Experiencing Estrangement
            Research | A Multifaceted (Korean American) Story
New Haven, USA
Various hyphenated Americans live with the feeling of estrangement. As we fit neither here nor there, we become lost in our understanding of where our space is and what it is. What’s important is not defining what a “Korean American” is, as this encourages estrangement, but rather how we can understand hyphenated cultures, such as that of the Korean American. The following research and its investigations focuses on understanding culture as a multifaceted byproduct of a much larger system rather than a singular definition. Therefore, the research moves away from a binary understanding of this or that, to a spectrum understanding of cultures creating multiplicities. 
As the hyphenated culture is created in the liminal space, limen is used as a ground to explore estrangement. The design research investigates “limen” and its relationship to “estrangement” from a personal perspective, collective perspective, and experiential perspective. In parallel to this way of seeing, the project begins to expand its expression from a planar investigation, to an object investigation, and finally to a spatial investigation. These experiments always deal with the relation to the physical body and are logged through the act of collecting, the act of making, and the act of doing.
Liminal Plane
Liminal Plane is a personal understanding of the limen and the hyphenated cultural identity. It starts with a reflection on how and why I see certain things as Korean or American in contrast to why others may see certain things as the opposite. 
Liminal Tool
“Liminal Tool” creates a multifaceted understanding of liminal identity. It creates an apparatus in which a multifaceted understanding is produced by the multiplicity of people coming into contact with it. If the “Liminal Plane” was focused on creating a singular system with the suggestion to multiple varying outcomes, then the “Liminal Tool” focuses on creating multiple systems palimpsest into a singular object, shifting from a singular rule-bound system to a multi-layered system dependent upon interaction. The “Liminal Tool,” though a singular object, allows for multiple threads of interpretation or reading of the object, dependent on user perception and connection. 
Liminal Space
Liminal Space deconstructs aspects of the liminal tool and reflects upon the liminal identity to create a space that is inspired from and by estrangement. It highlights the aspect of the limen, as the interior space created by the piece is stemmed from the perspective of a hyphenated culture. It exaggerates the iconographical qualities of two cultures onto two separate sides. The front facade becomes a collage of American-ness and the rear side becomes a collage of Korean-ness. Both the tools of abstraction and exaggeration are used to create an ambiguous but alluded space that does not identify distinctive American nor Korean icons. Abstraction is used as a tool and inclusive act to open the conversation to more people rather than confine the reading of liminal space to a specific cultured people. 
When observing the two separate sides independent of each other, the sides can be interpreted as plane A and plane B. However, this project, in its attempt to make a liminal spatial experience, creates a physical experience and views through which one plane is never devoid of the other.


**About this exercise**
Output all entries verbatim, dropping pictures.
* * * * * * * * *
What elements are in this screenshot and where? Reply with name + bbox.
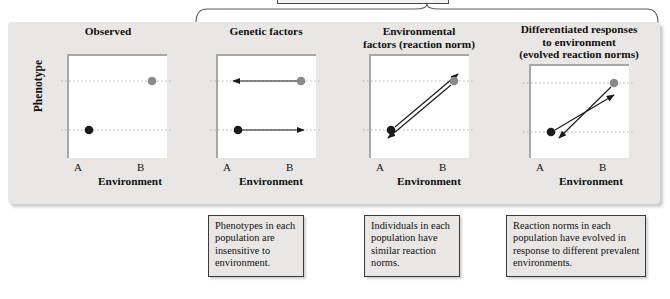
panel-differentiated-responses-title: Differentiated responses to environment …: [498, 23, 660, 61]
grouping-brace-icon: [193, 4, 661, 24]
panel-environmental-factors: Environmental factors (reaction norm) A …: [340, 22, 498, 204]
diagram-content: Phenotype Observed A B Environment Genet…: [8, 22, 660, 204]
panel-differentiated-responses-tick-b: B: [599, 161, 606, 173]
panel-differentiated-responses-title-line-3: (evolved reaction norms): [498, 48, 660, 61]
panel-environmental-factors-title: Environmental factors (reaction norm): [340, 25, 498, 50]
panel-differentiated-responses-title-line-2: to environment: [498, 36, 660, 49]
panel-observed-tick-a: A: [74, 161, 82, 173]
panel-differentiated-responses: Differentiated responses to environment …: [498, 22, 660, 204]
panel-environmental-factors-title-line-1: Environmental: [340, 25, 498, 38]
caption-genetic-factors: Phenotypes in each population are insens…: [208, 215, 304, 277]
panel-observed: Observed A B Environment: [26, 22, 190, 204]
panel-genetic-factors-x-label: Environment: [190, 175, 347, 187]
caption-differentiated-responses: Reaction norms in each population have e…: [506, 215, 646, 277]
panel-environmental-factors-x-label: Environment: [340, 175, 508, 187]
panel-differentiated-responses-graphic: [521, 64, 637, 158]
panel-differentiated-responses-x-label: Environment: [498, 175, 670, 187]
panel-observed-tick-b: B: [137, 161, 144, 173]
panel-environmental-factors-tick-b: B: [439, 161, 446, 173]
panel-genetic-factors-title: Genetic factors: [190, 25, 342, 38]
panel-genetic-factors-tick-a: A: [223, 161, 231, 173]
panel-observed-x-label: Environment: [26, 175, 212, 187]
panel-differentiated-responses-title-line-1: Differentiated responses: [498, 23, 660, 36]
panel-observed-graphic: [59, 54, 175, 158]
panel-observed-title: Observed: [26, 25, 190, 38]
panel-genetic-factors: Genetic factors A B Environment: [190, 22, 342, 204]
panel-environmental-factors-graphic: [361, 54, 477, 158]
panel-environmental-factors-tick-a: A: [376, 161, 384, 173]
panel-genetic-factors-tick-b: B: [286, 161, 293, 173]
panel-differentiated-responses-tick-a: A: [536, 161, 544, 173]
panel-environmental-factors-title-line-2: factors (reaction norm): [340, 38, 498, 51]
caption-environmental-factors: Individuals in each population have simi…: [364, 215, 460, 277]
panel-genetic-factors-graphic: [208, 54, 324, 158]
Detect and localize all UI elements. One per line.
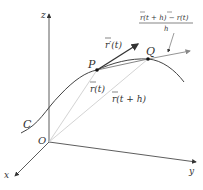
r-prime-label: r′(t) xyxy=(105,38,122,50)
diagram: z y x O C P Q r′(t) r(t) r(t + h) r(t + … xyxy=(0,0,203,190)
curve-label: C xyxy=(23,118,32,131)
x-axis-label: x xyxy=(4,170,9,180)
x-axis xyxy=(15,142,49,176)
point-p xyxy=(95,68,99,72)
svg-text:h: h xyxy=(164,25,169,33)
point-q-label: Q xyxy=(146,45,155,58)
z-axis-label: z xyxy=(40,10,46,20)
y-axis-label: y xyxy=(188,166,195,176)
r-t-plus-h-label: r(t + h) xyxy=(112,92,146,104)
curve-c xyxy=(21,59,184,133)
svg-text:r(t + h): r(t + h) xyxy=(112,94,146,104)
r-t-label: r(t) xyxy=(90,82,105,94)
point-p-label: P xyxy=(87,58,96,71)
difference-quotient-label: r(t + h) − r(t) h xyxy=(139,12,193,33)
quotient-pointer xyxy=(168,33,174,52)
y-axis xyxy=(49,142,196,162)
svg-text:r′(t): r′(t) xyxy=(105,40,122,50)
svg-text:r(t + h) − r(t): r(t + h) − r(t) xyxy=(140,14,189,22)
svg-text:r(t): r(t) xyxy=(90,84,105,94)
vector-r-t xyxy=(49,70,97,142)
origin-label: O xyxy=(38,135,46,146)
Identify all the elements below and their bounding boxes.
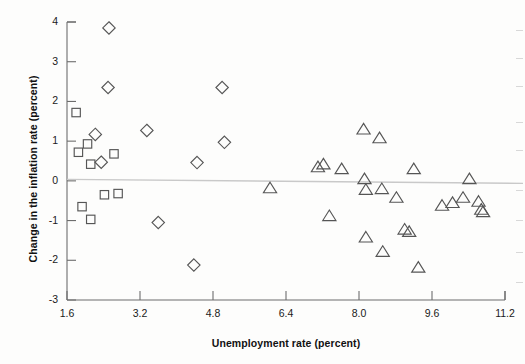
marker-triangle — [373, 132, 386, 143]
marker-triangle — [390, 192, 403, 203]
marker-triangle — [335, 163, 348, 174]
marker-triangle — [472, 196, 485, 207]
zero-line — [67, 179, 523, 183]
data-markers — [72, 22, 490, 272]
marker-square — [100, 191, 108, 199]
marker-triangle — [456, 192, 469, 203]
series-diamonds — [89, 22, 231, 271]
series-squares — [72, 108, 122, 223]
marker-square — [87, 160, 95, 168]
marker-triangle — [359, 231, 372, 242]
axes — [67, 22, 505, 300]
marker-diamond — [152, 216, 164, 228]
y-axis-ticks — [67, 22, 76, 300]
marker-triangle — [317, 158, 330, 169]
marker-diamond — [218, 136, 230, 148]
marker-diamond — [102, 81, 114, 93]
marker-diamond — [103, 22, 115, 34]
marker-diamond — [141, 124, 153, 136]
series-triangles — [263, 123, 489, 272]
marker-triangle — [375, 183, 388, 194]
marker-triangle — [463, 173, 476, 184]
marker-square — [114, 189, 122, 197]
marker-triangle — [357, 123, 370, 134]
marker-square — [83, 140, 91, 148]
marker-diamond — [89, 128, 101, 140]
scatter-plot-figure: Change in the inflation rate (percent) U… — [0, 0, 525, 364]
page-edge-artifacts — [513, 30, 523, 330]
plot-canvas — [0, 0, 525, 364]
marker-triangle — [263, 182, 276, 193]
marker-triangle — [412, 262, 425, 273]
marker-triangle — [323, 210, 336, 221]
marker-diamond — [95, 156, 107, 168]
marker-triangle — [376, 246, 389, 257]
marker-square — [110, 150, 118, 158]
marker-triangle — [359, 184, 372, 195]
marker-triangle — [435, 200, 448, 211]
marker-diamond — [188, 259, 200, 271]
marker-square — [74, 148, 82, 156]
marker-diamond — [216, 81, 228, 93]
x-axis-ticks — [67, 291, 505, 300]
marker-triangle — [407, 163, 420, 174]
marker-diamond — [191, 156, 203, 168]
marker-square — [87, 215, 95, 223]
marker-square — [72, 108, 80, 116]
marker-square — [78, 202, 86, 210]
zero-reference-line — [67, 179, 523, 183]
* * * * * * * * *
**Reply**
What elements are in this screenshot and where? Reply with name + bbox.
panel-differentiated-responses-title: Differentiated responses to environment …: [498, 23, 660, 61]
grouping-brace-icon: [193, 4, 661, 24]
panel-environmental-factors: Environmental factors (reaction norm) A …: [340, 22, 498, 204]
diagram-content: Phenotype Observed A B Environment Genet…: [8, 22, 660, 204]
panel-differentiated-responses-tick-b: B: [599, 161, 606, 173]
panel-differentiated-responses-title-line-3: (evolved reaction norms): [498, 48, 660, 61]
panel-environmental-factors-title: Environmental factors (reaction norm): [340, 25, 498, 50]
panel-differentiated-responses-title-line-2: to environment: [498, 36, 660, 49]
panel-observed-tick-a: A: [74, 161, 82, 173]
panel-differentiated-responses: Differentiated responses to environment …: [498, 22, 660, 204]
panel-environmental-factors-title-line-1: Environmental: [340, 25, 498, 38]
caption-genetic-factors: Phenotypes in each population are insens…: [208, 215, 304, 277]
panel-observed: Observed A B Environment: [26, 22, 190, 204]
panel-genetic-factors-x-label: Environment: [190, 175, 347, 187]
caption-differentiated-responses: Reaction norms in each population have e…: [506, 215, 646, 277]
panel-environmental-factors-x-label: Environment: [340, 175, 508, 187]
panel-differentiated-responses-graphic: [521, 64, 637, 158]
panel-differentiated-responses-x-label: Environment: [498, 175, 670, 187]
panel-observed-tick-b: B: [137, 161, 144, 173]
panel-environmental-factors-tick-b: B: [439, 161, 446, 173]
panel-genetic-factors-title: Genetic factors: [190, 25, 342, 38]
panel-genetic-factors-tick-a: A: [223, 161, 231, 173]
panel-observed-x-label: Environment: [26, 175, 212, 187]
panel-differentiated-responses-title-line-1: Differentiated responses: [498, 23, 660, 36]
panel-observed-graphic: [59, 54, 175, 158]
panel-observed-title: Observed: [26, 25, 190, 38]
panel-genetic-factors: Genetic factors A B Environment: [190, 22, 342, 204]
panel-environmental-factors-graphic: [361, 54, 477, 158]
panel-environmental-factors-tick-a: A: [376, 161, 384, 173]
panel-genetic-factors-tick-b: B: [286, 161, 293, 173]
panel-differentiated-responses-tick-a: A: [536, 161, 544, 173]
panel-environmental-factors-title-line-2: factors (reaction norm): [340, 38, 498, 51]
caption-environmental-factors: Individuals in each population have simi…: [364, 215, 460, 277]
panel-genetic-factors-graphic: [208, 54, 324, 158]
Detect and localize all UI elements. One per line.
r-prime-label: r′(t) xyxy=(105,38,122,50)
diagram: z y x O C P Q r′(t) r(t) r(t + h) r(t + … xyxy=(0,0,203,190)
curve-label: C xyxy=(23,118,32,131)
x-axis-label: x xyxy=(4,170,9,180)
x-axis xyxy=(15,142,49,176)
point-p xyxy=(95,68,99,72)
svg-text:h: h xyxy=(164,25,169,33)
point-q-label: Q xyxy=(146,45,155,58)
z-axis-label: z xyxy=(40,10,46,20)
y-axis-label: y xyxy=(188,166,195,176)
r-t-plus-h-label: r(t + h) xyxy=(112,92,146,104)
curve-c xyxy=(21,59,184,133)
svg-text:r(t + h): r(t + h) xyxy=(112,94,146,104)
r-t-label: r(t) xyxy=(90,82,105,94)
point-p-label: P xyxy=(87,58,96,71)
difference-quotient-label: r(t + h) − r(t) h xyxy=(139,12,193,33)
quotient-pointer xyxy=(168,33,174,52)
y-axis xyxy=(49,142,196,162)
svg-text:r′(t): r′(t) xyxy=(105,40,122,50)
svg-text:r(t + h) − r(t): r(t + h) − r(t) xyxy=(140,14,189,22)
svg-text:r(t): r(t) xyxy=(90,84,105,94)
vector-r-t xyxy=(49,70,97,142)
origin-label: O xyxy=(38,135,46,146)
Identify all the elements below and their bounding boxes.
marker-triangle — [373, 132, 386, 143]
marker-triangle — [390, 192, 403, 203]
marker-triangle — [335, 163, 348, 174]
marker-triangle — [472, 196, 485, 207]
zero-line — [67, 179, 523, 183]
data-markers — [72, 22, 490, 272]
marker-square — [100, 191, 108, 199]
marker-triangle — [456, 192, 469, 203]
series-diamonds — [89, 22, 231, 271]
series-squares — [72, 108, 122, 223]
marker-square — [87, 160, 95, 168]
marker-triangle — [359, 231, 372, 242]
axes — [67, 22, 505, 300]
marker-diamond — [152, 216, 164, 228]
y-axis-ticks — [67, 22, 76, 300]
marker-triangle — [317, 158, 330, 169]
marker-diamond — [218, 136, 230, 148]
marker-diamond — [102, 81, 114, 93]
marker-diamond — [103, 22, 115, 34]
marker-diamond — [141, 124, 153, 136]
series-triangles — [263, 123, 489, 272]
marker-triangle — [375, 183, 388, 194]
marker-triangle — [463, 173, 476, 184]
marker-square — [114, 189, 122, 197]
marker-triangle — [357, 123, 370, 134]
marker-square — [83, 140, 91, 148]
marker-diamond — [89, 128, 101, 140]
scatter-plot-figure: Change in the inflation rate (percent) U… — [0, 0, 525, 364]
page-edge-artifacts — [513, 30, 523, 330]
plot-canvas — [0, 0, 525, 364]
marker-triangle — [263, 182, 276, 193]
marker-triangle — [412, 262, 425, 273]
marker-triangle — [323, 210, 336, 221]
marker-diamond — [95, 156, 107, 168]
marker-triangle — [376, 246, 389, 257]
marker-square — [110, 150, 118, 158]
marker-triangle — [359, 184, 372, 195]
marker-triangle — [435, 200, 448, 211]
marker-diamond — [188, 259, 200, 271]
marker-square — [74, 148, 82, 156]
marker-diamond — [216, 81, 228, 93]
x-axis-ticks — [67, 291, 505, 300]
marker-triangle — [407, 163, 420, 174]
marker-diamond — [191, 156, 203, 168]
marker-square — [87, 215, 95, 223]
marker-square — [72, 108, 80, 116]
marker-square — [78, 202, 86, 210]
zero-reference-line — [67, 179, 523, 183]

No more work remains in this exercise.